Following the discovery of diamonds to the north of the Orange River mouth in 1928, an ore body was delineated, which is today known as Mining Area 1.

The area consists of raised beaches over a distance of approximately 100km north of Oranjemund, to Chameis Bay along the present day coastline. Bordered in the east by a geological boundary known as the "east cliff", this strip of land is nearly 3km wide in the south, narrowing to about 200m in the north.

A typical beach consists of a layer of gravel between ancient high and low water marks, a storm beach or ridge and a marine platform or shelf containing gravel.

  Diamonds may be found in any portion, but occur most abundantly in the beach and shelf gravel found upon and within the deeply gullied and highly contorted bedrock.  Ore deposits are about 2m thick, while the overburden thickness can reach a thickness of 20m in places.

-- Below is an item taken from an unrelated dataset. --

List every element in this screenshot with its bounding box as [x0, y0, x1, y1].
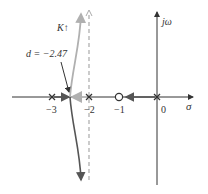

Mining involves first exposing the diamondiferous gravel by stripping away the sediments that overlie them. A variety of earth-moving machines, including bowl scrapers, bulldozers, articulated dump trucks and mass excavators have been used at various times in the past. In areas of deep overburden, bucket wheel excavators operate in overburden depths of up to 18m. The largest of these bucket wheels has the capacity to move a million tons of sand monthly. In wet areas in the southern part of Mining Area 1, a dredge capable of moving eight million tons per annum is used to strip away the overlying sediments.

In places, overburden sand is used to construct protective sand walls, extending the beach high-water mark by up to 200m. These walls allow diamondiferous gravel up to 20m below sea level to be exposed and recovered.
Once the overburden has been removed, the bulk of the ore is excavated mechanically using hydraulically controlled excavators. Where necessary, high capacity industrial vacuum machines are used for a final clean up of gravel on the bedrock. All the ore is then transported to ore processing plants.

Four large ore processing plants accept run-of-mine ground from their respective mining areas, as well as sized gravel from one dry in-field screening plant and two wet in-field screening plants. Ore is fed into crushers that reduce all material to less than 150mm. Crushing is by impact, jaw, gyratory and cone crushers. A process of dense medium separation, using ferrosilicon as the medium, then produces a diamond-rich concentrate from the crushed gravel.

The final concentrate represents around one per cent of the material originally fed to the plant and it is this concentrate that is sent to a central recovery plant, which produces a final 100% diamond product.